His reference to 'subduing' the earth is typical of the Victorian era, when 'science' and 'progress' were the great keywords in thought.
Man was thought to have advanced to the point where he had Nature under control, and that the world was his to use as he wished.
The Easterners are more inclined to take the view that it is not the Indian's fault that they aren't like white men. They agree that the
Indians cannot be left alone, but want to educate them and turn them into 'useful' citizens. Mary Schmidt suggests sending the Comanches
to mission school, saying that it is their Christian duty to try and help. Such views are more kindly meant that Greeley's, but none of
them make the suggestion that perhaps the Indians are all right as they are.

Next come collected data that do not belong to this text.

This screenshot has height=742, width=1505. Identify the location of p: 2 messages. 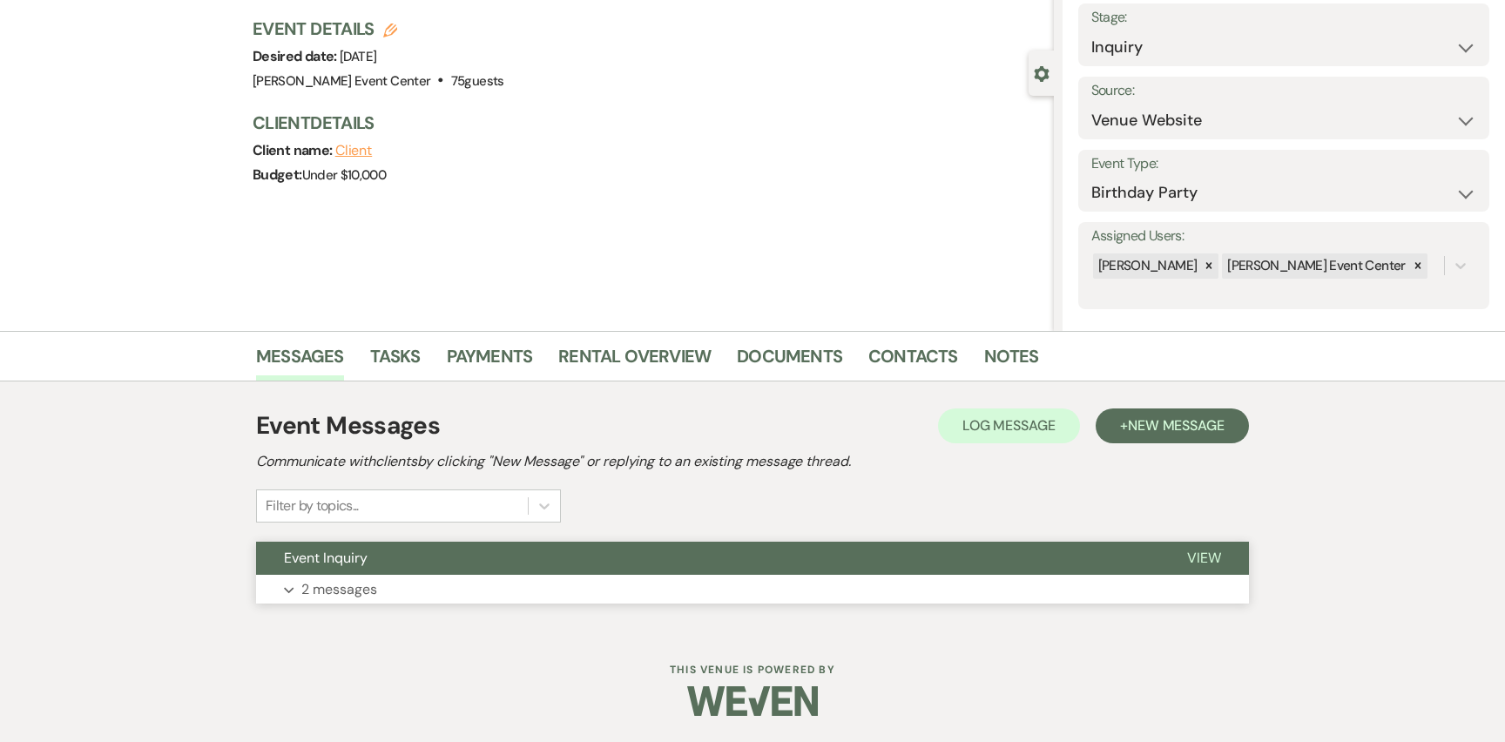
(339, 590).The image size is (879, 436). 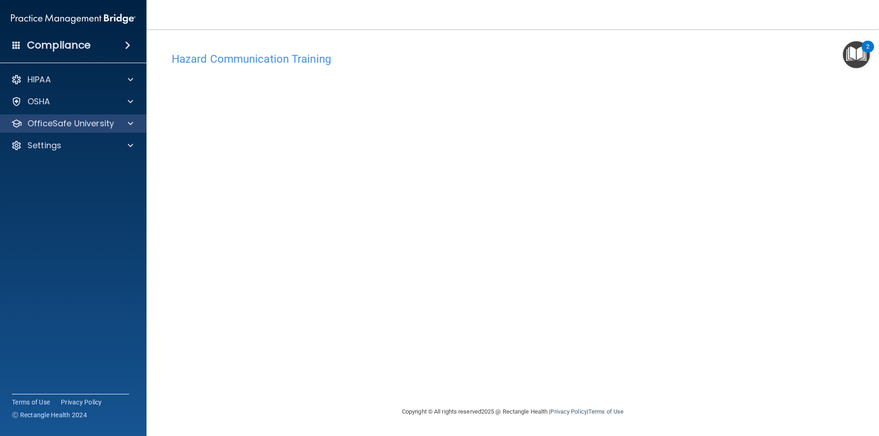 I want to click on p: OSHA, so click(x=39, y=102).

In the light of such remarks being made by the travellers, it is clear why the Comanches in Cullen's Quest are on the warpath. The
western has a long history of using Native Americans as mindless enemies, attacking for no other reason except that they are Indians, and
that is what Indians do. The Comanches in my book have no specific reason for attacking the stagecoach, and I was always aware that there was
a danger of them becoming standard 'Injuns'. Partly to counter this, I added the plotline about Wybourn supplying them with rifles. He wants
them to become a danger so the Army will be forced to move them away; the Comanches are thus victims of a white man's selfish manipulations.
I also took care to portray their actions as accurately as I could, depicting their skill and courage as qualities to be admired.
The novel was accepted readily by the publishers, although they did remark that they don't usually publish books about the Indian wars. As with other books, I had been struggling for a title so I had submitted it as Trail of Bullets This had already been used so I thought for a few days before coming up with the title it has now. I didn't tell my friends that I was writing up the scenario until it was ready to go. Only then did I ask whether they minded their names being used. Two agreed immediately and the other two hesitated briefly. In the end, none of them asked to read the manuscript first. The book was published in less than six months after acceptance, making it my second book of 1999. I held a party to celebrate but my copies didn't arrive in time to be given out. Instead, I wrote limericks about them as tokens of the novel. The copies arrived a few days later.
The cover is my favourite of all the books I've had published. It's even almost accurate, although the stagecoach should be a canvas-sided celerity wagon, and the building should be adobe, not wood. ts. As a thank-you to my friends, I dedicated the book to them, the only one of my books so far to carry a dedication.
The large print edition was published in February 2001.